According to him, he has to tell Judge and crew to amp it up, not tone it down.
But he’s there to fact check just how Machiavellian these kinds of affairs can be. The very idea of Costolo - a man who failed to turn around a company known for its shitshow leadership struggles - helping craft a parody of his plight feels like fiction. (Costolo was involved in the Chicago improv scene after graduating college.) Helping the narrative this time around is Costolo himself, who went from heading up the beleaguered Twitter to consulting for HBO in a return to his comedic roots.
But it does carry a unique weight in tech, and it gives Judge and the writing team a deep pool of history to tap into and poke fun at. A decade later, Snapchat CEO Evan Spiegel settled with co-founder Reggie Brown over his involvement in the messaging app’s early days.Ĭostolo's involvement is almost too sweetĪ leader betrayed by his own ranks is a dramatic twist even Shakespeare appreciated. Mark Zuckerberg was sued by the Winklevoss twins over the founding of Facebook. Even when the ouster fails, bitter legal fights have become subculture hallmarks.

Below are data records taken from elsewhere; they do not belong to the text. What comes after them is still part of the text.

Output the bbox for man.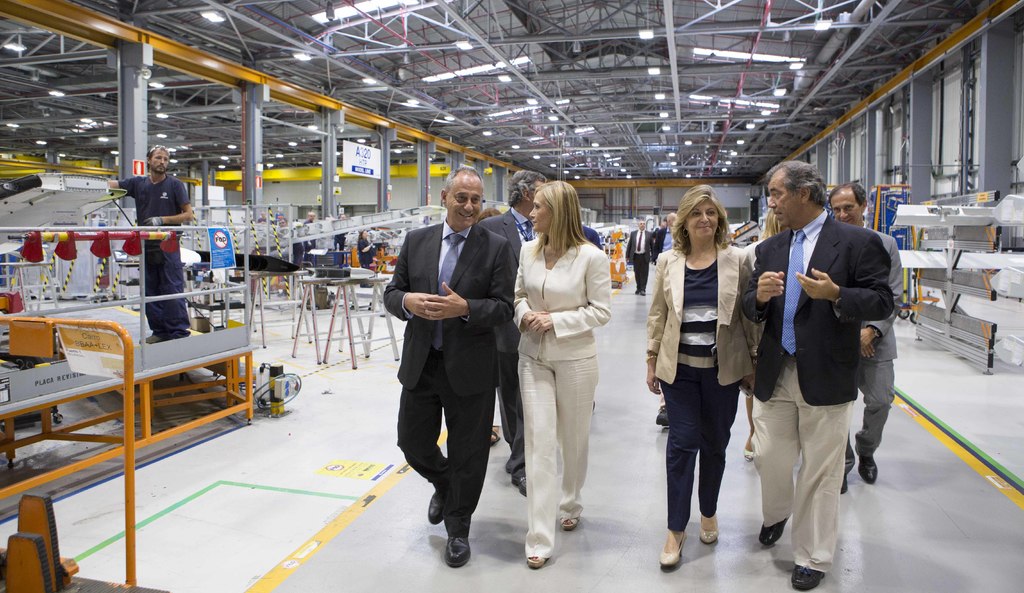
825,182,911,485.
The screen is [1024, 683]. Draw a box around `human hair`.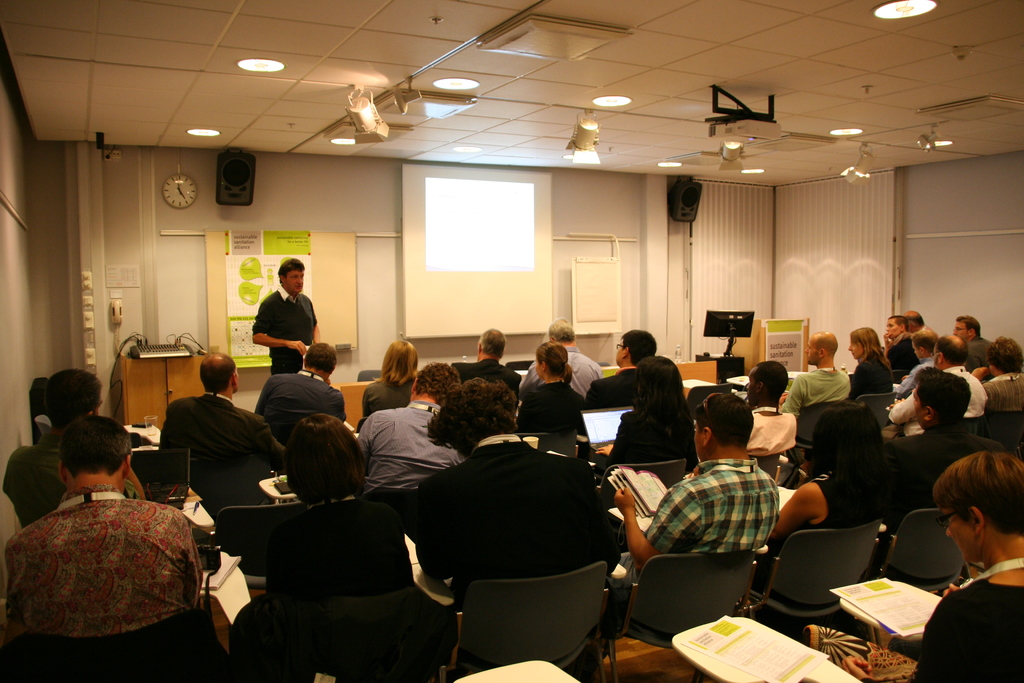
x1=617 y1=324 x2=660 y2=364.
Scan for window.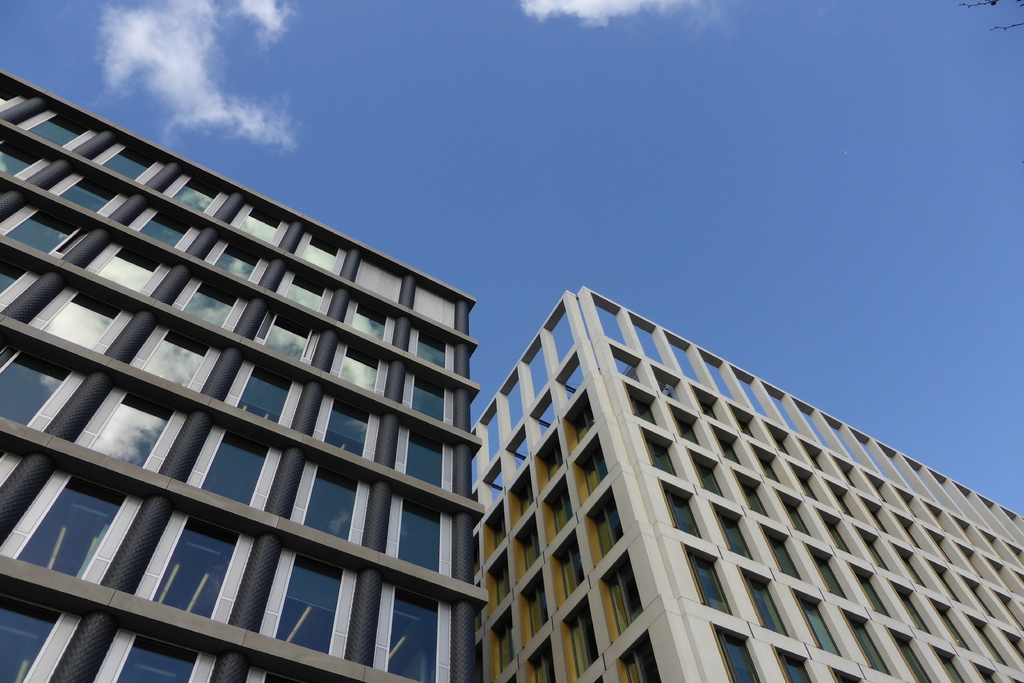
Scan result: [x1=387, y1=497, x2=447, y2=567].
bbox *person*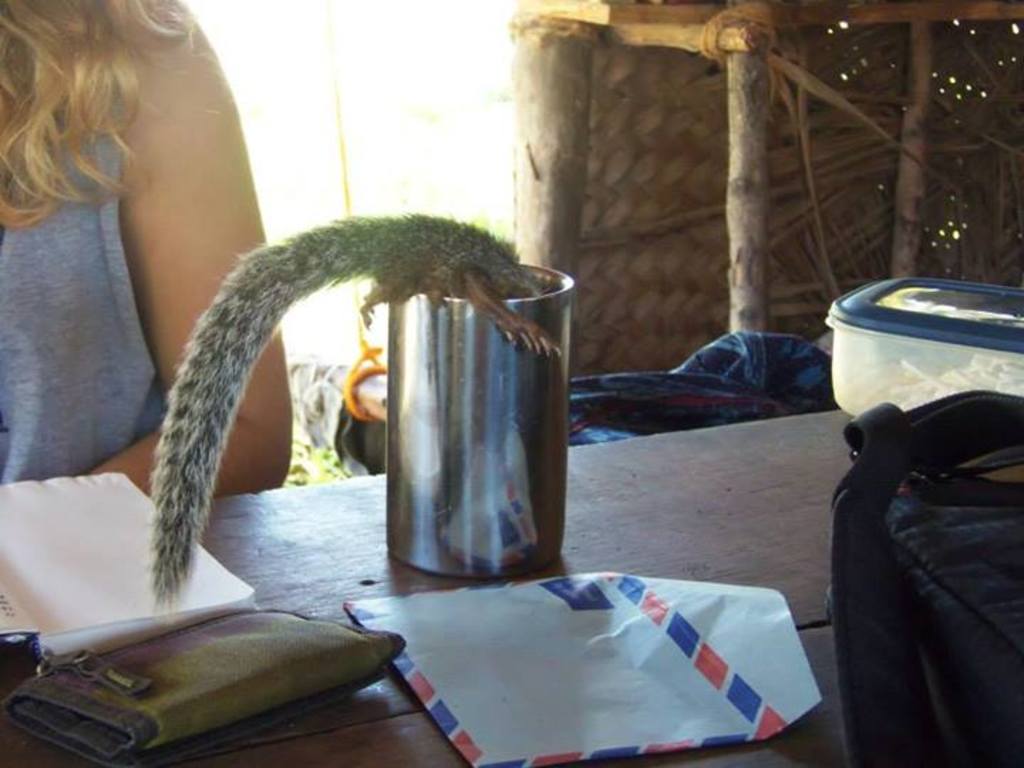
[0, 0, 299, 501]
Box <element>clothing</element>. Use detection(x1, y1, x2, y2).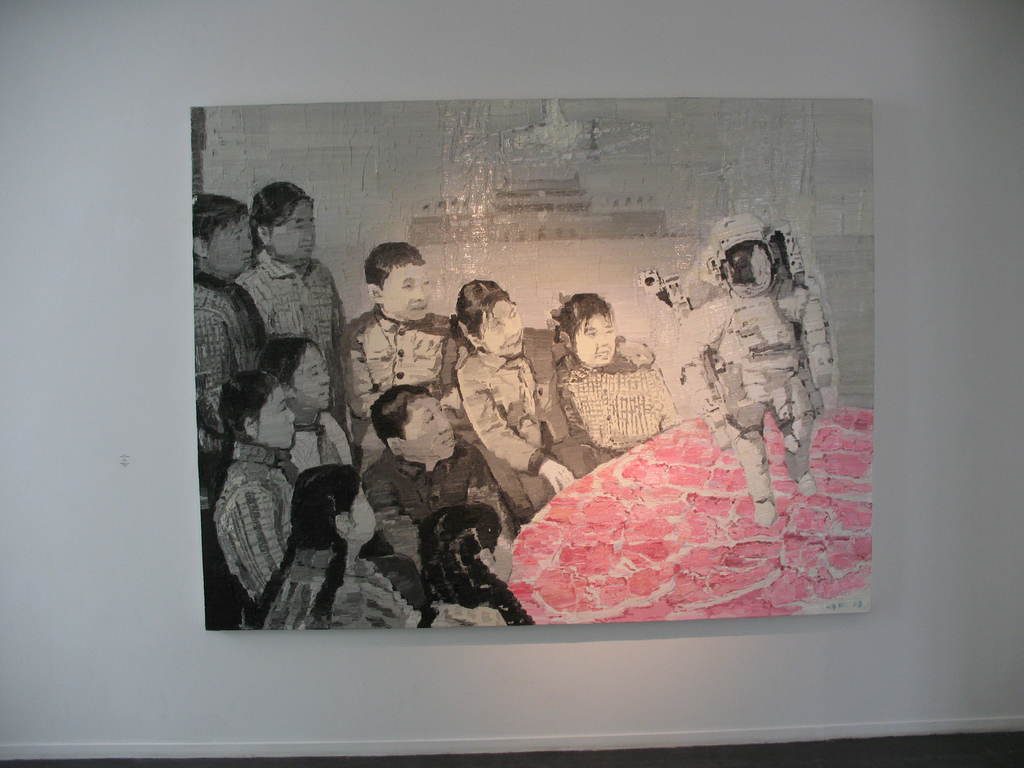
detection(193, 269, 268, 630).
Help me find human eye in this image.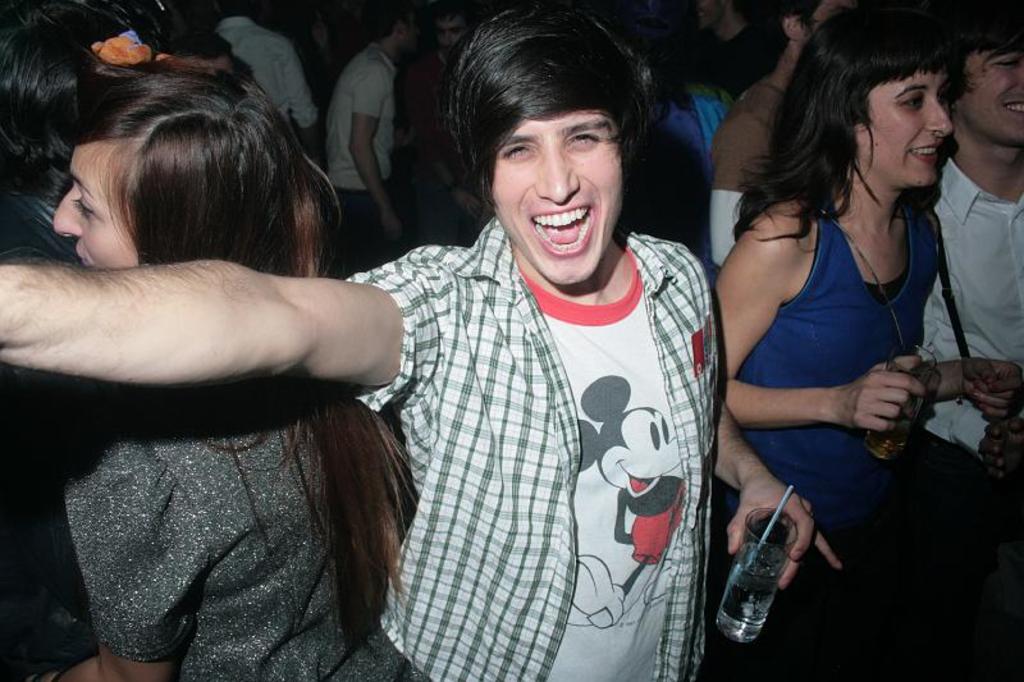
Found it: x1=568, y1=129, x2=604, y2=148.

Being kicked out of your own company has happened to some of the industry’s most celebrated figures: Steve Jobs at Apple, Elon Musk at PayPal, Jack Dorsey at Twitter (and Evan Williams at Twitter… and Dick Costolo at Twitter). It’s an interesting new wrinkle, mostly because it’s an age-old story. Should he quit out of principle and work on holographic mustaches, or eat his pride and accept the offer to become Pied Piper’s chief technology officer? Making the decision harder is Reviga’s pick for CEO, the experienced and disarmingly polite "Action" Jack Barker, who charms Richard out of hating him. The season opener picks up right where the finale left off, and Richard spends the episode soul searching. Of course, the easiest and ripest theme in that vein is as old as the show’s namesake: the plight of the CEO.Īs season two wrapped, Richard discovered the head of venture capital firm Reviga had orchestrated his removal as chief exec of Pied Piper, his promising but mismanaged compression startup. So in search of new territory, creator Mike Judge is using his cozier relationship with the Bay Area to craft a narrative that draws upon infamous tech industry lore. But it also means the show is shifting its focus, inevitably moving the plot past its David versus Goliath beginning.
It still serves as a great antidote for the Kool-Aid-drinking startup crowd in desperate need of some self-awareness. 'Silicon Valley' is embracing the tech industry's absurdity more than ever before
Now, Silicon Valley the series isn’t so much making fun of the real Silicon Valley as it is basking in how fictional (and laughable) the reality can look to outsiders. It’s a perfect encapsulation of the show’s humor - virtual facial hair is funny, sure but it's even funnier because someone out there is likely working on it right this very minute (and they probably work for Snapchat.)Īs the not-so-unrealistic show enters its third season, it’s embracing the tech industry’s absurdity more so than ever before. The recruiters from the tech startup - which is called Flutterbeam - want him for a secret project focused on 3D-holographic facial hair you can don during live-video chats. In the season three premiere of HBO’s Silicon Valley, former Pied Piper CEO Richard Hendricks finds himself courted by a mustache app.